ROSARIO (ARGENTINA)
Crux [Denver CO]
February 14, 2022
By Inés San Martín
[Editor’s Note: This is the ninth in a series of articles by Inés San Martín exploring the state of the Catholic Church in Pope Francis’ home continent of Latin America. The eighth can be found here.]
ROSARIO, Argentina – Pope Francis’s homeland is becoming “sick with hatred,” and his figure and message have been coopted, says Father Rafael Velasco, the man who today leads the Jesuits of Argentina, much like the pontiff did back in the 1970s.
“Our crisis is not only political, social and economic; it is also spiritual,” Velasco said. “The soul of the nation is getting sick, if one could speak of such a thing. To get out of this crisis, we must also take into account the soul-spiritual factor: the hatred that we are inoculating ourselves with.”
Speaking with Crux soon after 24 young Argentines died after consuming poisoned cocaine, the Jesuit provincial said that to stop hating is a decision that must first be taken at a personal level, to then be transformed into a political decision.
“When the news broke of these people, addicted to illegal drugs, dying of poison, many reacted saying ‘let them kill themselves, they’re faloperos,” he said. Faloperos is a slur used in Argentina for drug addicts.
Velasco believes there is a “microclimate” within Argentina’s leadership, that simply does not represent most of the country’s population, who currently live under the poverty line.
“There is a cliché in the middle and upper sectors where it seems that being poor is someone who wants to live without working, that they are drug addicts and living off of welfare, and this is not so,” he said, quickly adding that his is not a pobrista, someone who wants for the poor to remain poor, while almost idolizing their situation.
Pobrista is a term currently used in Argentina to attack Pope Francis.
Some within the opposition accuse the pontiff of wanting the country to “remain poor,” and that this is why he is “Kirchnerista,” referring to the left-wing party that has governed during most of the past 20 years.
“And if you try to give a voice to the poor, if you speak about those who struggle with drugs as people of equal dignity to all because they were created in the likeness of God, then you are labeled as a Kirchnerista or a pobrista,” Velasco said.
The problem lies not only in the “erroneous” interpretation the opposition makes of Francis’s message, but also in the wrongful characterization made by those in government. The latter “beat the drum, presenting him as someone he is not, and his message as something that it isn’t.”
Many people in Argentina, he acknowledges, have never heard the pope speak about the importance of paying taxes – and the State using them in a transparent way – nor about the dignity of work. Even less so, he said, “about fighting corruption within politics,” because, the priest says, both sides of the “hatred line” fail to even attempt honest politics.

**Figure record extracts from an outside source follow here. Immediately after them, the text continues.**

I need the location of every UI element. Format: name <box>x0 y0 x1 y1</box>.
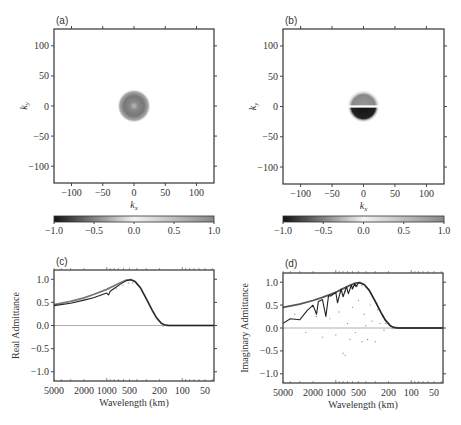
y-tick-label: 0.5 <box>266 300 279 311</box>
x-tick-label: 0 <box>361 188 366 199</box>
scatter-point <box>367 339 368 340</box>
y-axis-label: Real Admittance <box>10 291 21 358</box>
scatter-point <box>294 314 295 315</box>
x-tick-label: 2000 <box>74 385 94 396</box>
scatter-point <box>379 323 380 324</box>
panel-label-c: (c) <box>56 256 68 267</box>
y-tick-label: −0.5 <box>31 343 49 354</box>
scatter-point <box>339 311 340 312</box>
x-tick-label: 50 <box>429 387 439 398</box>
series-line-recovered <box>54 280 214 326</box>
y-axis-label: ky <box>18 101 31 109</box>
y-tick-label: 0.5 <box>37 297 50 308</box>
x-tick-label: 2000 <box>303 387 323 398</box>
y-tick-label: −100 <box>257 162 278 173</box>
colorbar-tick-label: 0.0 <box>357 225 370 236</box>
x-tick-label: 50 <box>390 188 400 199</box>
y-tick-label: 100 <box>34 40 49 51</box>
y-tick-label: 50 <box>268 71 278 82</box>
y-tick-label: 0.0 <box>37 320 50 331</box>
x-tick-label: 5000 <box>44 385 64 396</box>
scatter-point <box>349 339 350 340</box>
colorbar-tick-label: 1.0 <box>438 225 451 236</box>
colorbar-tick-label: 1.0 <box>208 225 221 236</box>
panel-label-d: (d) <box>285 258 297 269</box>
series-line-theoretical <box>283 283 443 328</box>
colorbar <box>283 216 444 222</box>
x-tick-label: −50 <box>324 188 340 199</box>
x-tick-label: 500 <box>351 387 366 398</box>
x-tick-label: 5000 <box>273 387 293 398</box>
ring-mark <box>117 89 151 123</box>
y-tick-label: −0.5 <box>260 345 278 356</box>
scatter-point <box>347 323 348 324</box>
y-tick-label: −100 <box>28 161 49 172</box>
scatter-point <box>329 318 330 319</box>
x-tick-label: −100 <box>61 187 82 198</box>
scatter-point <box>375 341 376 342</box>
x-tick-label: 0 <box>132 187 137 198</box>
x-tick-label: 100 <box>175 385 190 396</box>
scatter-point <box>361 341 362 342</box>
heatmap-panel-a: −100−50050100−100−50050100kxky−1.0−0.50.… <box>18 26 220 236</box>
x-tick-label: 200 <box>381 387 396 398</box>
scatter-point <box>345 355 346 356</box>
x-tick-label: −100 <box>290 188 311 199</box>
scatter-point <box>371 320 372 321</box>
x-axis-label: kx <box>130 199 138 212</box>
x-tick-label: 50 <box>200 385 210 396</box>
x-tick-label: 50 <box>160 187 170 198</box>
colorbar-tick-label: 0.5 <box>168 225 181 236</box>
y-tick-label: −50 <box>33 131 49 142</box>
x-tick-label: 1000 <box>326 387 346 398</box>
scatter-point <box>132 282 134 284</box>
scatter-point <box>342 353 343 354</box>
y-tick-label: 1.0 <box>37 274 50 285</box>
x-tick-label: 100 <box>419 188 434 199</box>
colorbar-tick-label: −0.5 <box>314 225 332 236</box>
scatter-point <box>358 300 359 301</box>
y-tick-label: 0.0 <box>266 323 279 334</box>
y-tick-label: −1.0 <box>31 366 49 377</box>
scatter-point <box>369 304 370 305</box>
scatter-point <box>355 332 356 333</box>
series-line-recovered <box>283 283 443 328</box>
y-tick-label: −50 <box>262 131 278 142</box>
x-tick-label: 500 <box>122 385 137 396</box>
panel-label-b: (b) <box>285 15 297 26</box>
scatter-point <box>122 285 124 287</box>
heatmap-panel-b: −100−50050100−100−50050100kxky−1.0−0.50.… <box>247 26 450 236</box>
scatter-point <box>162 325 164 327</box>
colorbar-tick-label: −0.5 <box>85 225 103 236</box>
colorbar-tick-label: 0.0 <box>128 225 141 236</box>
scatter-point <box>128 282 130 284</box>
x-tick-label: 100 <box>404 387 419 398</box>
colorbar-tick-label: 0.5 <box>398 225 411 236</box>
scatter-point <box>391 328 393 330</box>
y-axis-label: Imaginary Admittance <box>239 283 250 373</box>
y-tick-label: 1.0 <box>266 277 279 288</box>
y-axis-label: ky <box>247 102 260 110</box>
scatter-point <box>377 309 378 310</box>
scatter-point <box>352 307 353 308</box>
scatter-point <box>322 336 323 337</box>
scatter-point <box>335 334 336 335</box>
series-line-theoretical <box>54 280 214 326</box>
colorbar-tick-label: −1.0 <box>274 225 292 236</box>
scatter-point <box>385 323 386 324</box>
x-tick-label: 1000 <box>97 385 117 396</box>
x-tick-label: 200 <box>152 385 167 396</box>
scatter-point <box>305 332 306 333</box>
x-tick-label: −50 <box>95 187 111 198</box>
x-axis-label: Wavelength (km) <box>99 397 168 409</box>
scatter-point <box>383 330 384 331</box>
scatter-point <box>365 325 366 326</box>
x-axis-label: kx <box>360 200 368 213</box>
panel-label-a: (a) <box>56 15 68 26</box>
x-tick-label: 100 <box>189 187 204 198</box>
colorbar <box>54 216 214 222</box>
y-tick-label: 50 <box>39 70 49 81</box>
line-panel-c: 500020001000500200100501.00.50.0−0.5−1.0… <box>10 267 217 409</box>
scatter-point <box>364 314 365 315</box>
y-tick-label: 100 <box>263 40 278 51</box>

“In these times, an alleged ‘political use’ of the poor is insistently pointed out,” Velasco said. “Now, let us suppose that there are, in fact, organizations that make political use of the poor. This does not, however, make the basic problem disappear: Too many people lack opportunities, and don’t have access to basic rights, such as education, healthcare, running water and electricity.”
The Jesuit says the pontiff is also politicized in this way.
“When he speaks of the universal right to land, roof and work, for many Francis is nothing but a rural bandit. And yet, he is pointing out three basic rights to which many fellow citizens today do not have access to,” he said.
Velasco is the Jesuit provincial of both Argentina and Uruguay. Restructured 12 years ago, the province has some 150 members, dozens of schools, retreat centers, universities, and several Hogares de Cristo, a network of more than 200 church-run institutes that help people fight drug addiction. Most of them are located either in a slum or in severely impoverished regions of the country. They were created by Bergoglio, before he was elected to the papacy.
When it comes to the “figure” of Francis, who was the provincial of the Jesuits in Argentina between 1973 to 1979, Velasco believes it is “trapped in the problem of hatred.” Those who praised him in the beginning, did so because they believed he hated the Kirchners, but when they saw the pope welcoming then-president Fernandez, “they began hating him,” the Jesuit said. And vice versa: Those who hated him misinterpreted his gestures and became convinced he’s a communist – “and see this as good.”
Both sides of the political divide in Argentina, Velasco said, believe Francis to be a communist. And the media has played its part, in convincing ones and others, that they are in the right.
The fact the pope has yet to go visit his home country, does not help: “Those who support him, run out of ways to explain it, and they too are disillusioned. But it’s not fair to demand someone explain why the Church is run by a communist, and end it with ‘why doesn’t he come’, as if these two belonged to the same train of thought.”
As to why he doesn’t come, Velasco said this is something he never asked Francis – and the two met earlier this year, during a summit of Jesuit provincials in Rome – but he thinks it’s because “he doesn’t believe his visit would help in any way.”
“Whenever he travels, it is because he thinks he can help in some way, but here nobody is going to listen to anything he has to say, and focus on who he took a picture with or who he gave a rosary to,” Velasco said.